Roughly 350,000 community college students received a personal email from UC President Janet Napolitano last week, encouraging them to begin thinking about the next stage of their education.
Her message: Just by starting at community college, students have taken the first step toward a world-class UC education.
The appeal was directed to all first-year community college students who indicated on their entrance applications that they want to pursue a four-year degree. More than 12,000 students who are military service veterans received a similar message informing them of a growing array of veterans services at UC.
UC leaders hope that by reaching students early in their studies with guidance and resources, they will be better equipped to focus their coursework for transfer. The outreach effort includes information about UC’s strong financial aid program, which can make a UC education highly affordable.
UC looks to enroll more transfer students
The personal outreach is part of an initiative to better serve transfer students that Napolitano launched shortly after assuming leadership of the UC system in 2013.
Already, about 30 percent of UC students start their education at community college, a proportion that by far exceeds that of most research universities.
The university is looking to enroll more transfer students as part of a goal to expand enrollment of California residents. UC has committed to enrolling 10,000 additional California residents over the next three years, about a third of which will be transfer students.
“Community college is a great way to prepare for a UC degree,” Napolitano told students in her letter.
Students can take many of the foundational courses they need for their UC degree at their community college, Napolitano informed students.
A clearer path to UC
The letter also refers students to new resources that can help them better plan their coursework to prepare them for transfer to a UC campus.
Among these are new Transfer Pathways, course roadmaps that list the classes community college students need to take to be competitive applicants for transfer in popular majors to any UC campus.
The goal is to help students zero in more quickly on which classes they need to meet UC admission requirements so they spend less time taking courses that do not count toward transfer.
UC released Transfer Pathways for 10 majors in 2015; 11 more will be added this spring. Altogether, these will account for the majors pursued by two-thirds of all transfer students to UC.
A strong pipeline to UC from community college is central to UC’s mission to keep a world-class university education accessible to people across a wide range of backgrounds and life circumstances, Napolitano said.
Most transfer students come from neighborhoods and backgrounds that have traditionally been underrepresented in higher education, especially among those institutions in the top ranks. More than half of transfer students come from low-income communities or are among the first in their family to go to college.
These students not only do well at UC – graduating at a rate that slightly exceeds those who enter as freshman – they go on to do well in the workforce. They also often give back to their communities, serving as mentors and having an impact that goes far beyond their own achievements.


**What the task requires**
Look through the entries below for the string "located", and copy each line where it is found.

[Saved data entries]
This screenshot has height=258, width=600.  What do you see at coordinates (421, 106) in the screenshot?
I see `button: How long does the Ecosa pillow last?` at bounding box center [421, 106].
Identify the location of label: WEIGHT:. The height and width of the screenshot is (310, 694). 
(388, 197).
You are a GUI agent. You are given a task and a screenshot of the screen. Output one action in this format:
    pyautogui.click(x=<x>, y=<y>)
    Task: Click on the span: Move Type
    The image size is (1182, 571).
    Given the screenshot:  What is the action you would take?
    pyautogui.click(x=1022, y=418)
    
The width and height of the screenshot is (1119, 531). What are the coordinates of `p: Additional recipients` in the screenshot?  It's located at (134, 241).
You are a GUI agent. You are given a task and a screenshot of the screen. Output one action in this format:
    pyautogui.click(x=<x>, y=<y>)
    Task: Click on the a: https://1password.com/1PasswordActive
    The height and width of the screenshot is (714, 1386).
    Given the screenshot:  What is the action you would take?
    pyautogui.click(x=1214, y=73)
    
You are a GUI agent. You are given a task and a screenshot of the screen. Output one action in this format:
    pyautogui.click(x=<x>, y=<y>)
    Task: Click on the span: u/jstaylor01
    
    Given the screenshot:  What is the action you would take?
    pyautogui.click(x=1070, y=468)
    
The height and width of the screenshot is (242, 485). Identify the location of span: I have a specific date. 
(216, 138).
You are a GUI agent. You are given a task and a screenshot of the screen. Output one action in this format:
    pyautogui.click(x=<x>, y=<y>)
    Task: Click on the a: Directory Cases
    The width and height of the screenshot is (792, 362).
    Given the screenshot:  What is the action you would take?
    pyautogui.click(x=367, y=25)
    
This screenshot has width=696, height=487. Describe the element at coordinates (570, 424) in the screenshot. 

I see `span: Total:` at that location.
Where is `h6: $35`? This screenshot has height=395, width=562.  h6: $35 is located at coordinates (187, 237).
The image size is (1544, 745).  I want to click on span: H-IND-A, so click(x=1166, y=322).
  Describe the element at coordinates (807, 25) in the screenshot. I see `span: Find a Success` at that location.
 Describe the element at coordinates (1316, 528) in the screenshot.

**Solution below**
The width and height of the screenshot is (1119, 531). What are the coordinates of `p: Additional recipients` in the screenshot?  It's located at (134, 241).
Where is `h6: $35`? This screenshot has height=395, width=562.  h6: $35 is located at coordinates (187, 237).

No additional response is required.